ANSLEY VALENTINE (ASSISTANT PROFESSOR OF THEATRE)

PRESENTATION:
Gave an Actor Training Techniques Panel Presentation at the upcoming conference "The Transmission of Technique: Actor Training in Northeast Ohio" at The University of Akron on October 9, 2005. His topic was Mask Performance as one component of an actor's training.

VIRGINIA WICKLINE (WALTER D. FOSS VISITING ASSISTANT PROFESSOR OF PSYCHOLOGY)

PRESENTATION:
V.B. Wickline (March 2006), Acculturation, Stress and Nonverbal Communication Predict International Students' Cultural Adjustment." Paper presented for the annual conference of the Southeastern Psychological Association in Atlanta, Georgia.

AWARDS:

Emory University Humanitarian Award, 2005

Southeastern Psychological Association (SEPA), Special Topics Graduate Student Research Award: Cross-Cultural, 2006

MARK WILSON (PROFESSOR OF GEOLOGY)

PUBLICATIONS:

Geological paper published in the Israel Journal of Earth Sciences, co-authored with Kevin Wolfe '05 and Yoav Avni (Geological Survey of Israel). It is an analysis of a Jurassic shoreline complex they discovered in the Negev Desert of southern Israel.

Paper, co-authored with Paul Taylor (Natural History Museum, London) and published in Geology. It is a description of unusual predatory drillholes found in Devonian fossils from Canada and the U.S.A.

Authored a chapter on dinosaurs as social icons in a recent book on American iconography.

Authored a chapter on the evolution of bioerosion in a recent book on trace fossils.

PRESENTATIONS:

Was an invited speaker last summer at the Fourth Annual Bioerosion Workshop held in Prague. He and his colleague Tim Palmer (University of Wales, Aberystwyth) presented their work on an evolutionary event they've called the "Ordovician Bioerosion Revolution". Mark and his students Allison Mione ('05) and Kevin Wolfe ('05) will be giving a paper this November at the 2004 Annual Meeting of the Geological Society of America on their recent work in the Jurassic of the Negev Desert of southern Israel. Another co-author on this paper is their new colleague Yoav Avni of the Israeli Geological Survey.

Gave several professional talks during the 2005-6 academic year in Jerusalem, London and Salt Lake City.

JOSEPHINE WRIGHT (THE JOSEPHINE LINCOLN MORRIS PROFESSOR OF BLACK STUDIES AND PROFESSOR OF MUSIC)

PUBLICATIONS:

"Songs of Remembrance," Journal for the Study of African-American Life and History (Fall 2006 issue), ed. Robert Hill, honoring historian P. Sterling, Presidential Chair and Distinguished Professor emeritus of History, University of California-Riverside.

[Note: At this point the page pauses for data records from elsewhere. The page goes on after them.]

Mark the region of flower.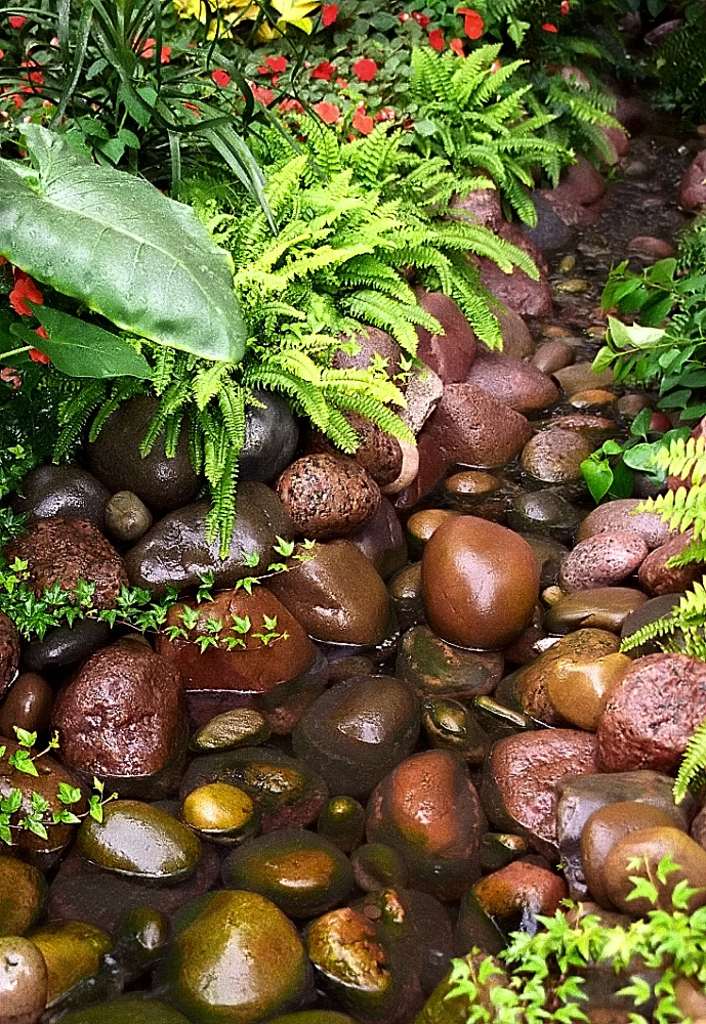
Region: (457,7,479,36).
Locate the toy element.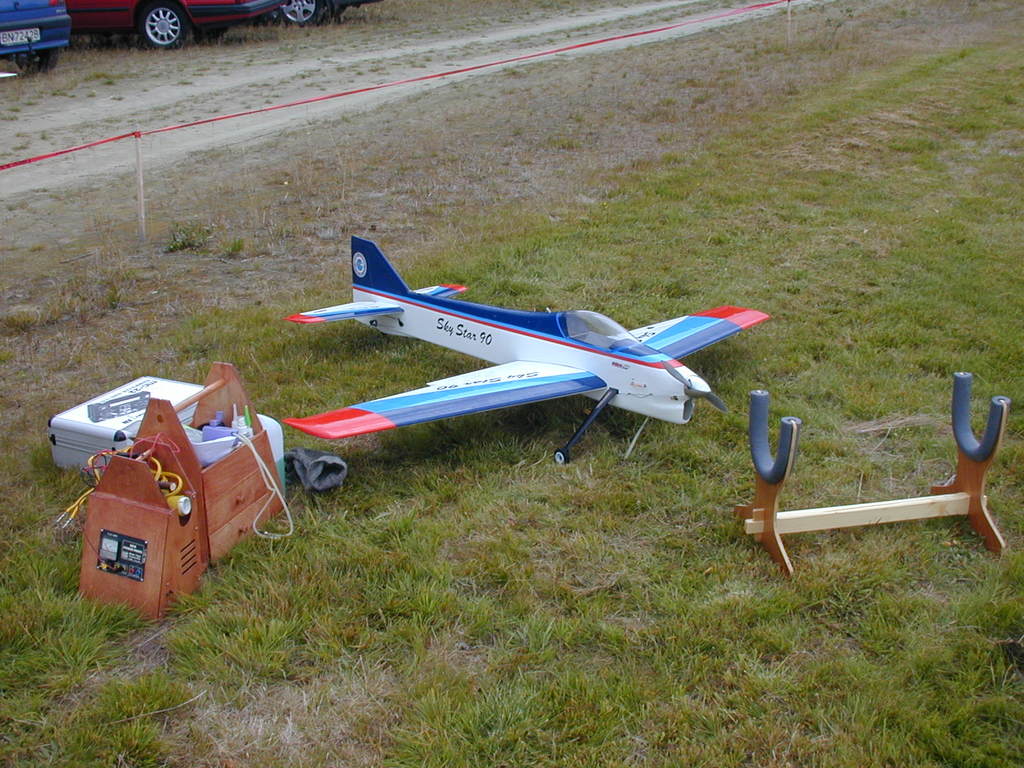
Element bbox: (left=87, top=391, right=150, bottom=424).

"The Third Culture, a Conversation about Truth and Reconciliation: an African Americanist's Reflection on the 'Two Cultures' Debate in Post-Modern Society," accepted for publication in peer-reviewed Forum on Public Policy Online: A Journal of the Oxford Round Table, Oxford, England.

PRESENTATION:
Gave an invited paper entitled "The Third Culture, a Conversation About Truth and Reconciliation: An African Americanist's Reflection on the 'Two Cultures' Debate in Post-Modern Society" at Harris Manchester College (Oxford University) on July 14, 2006.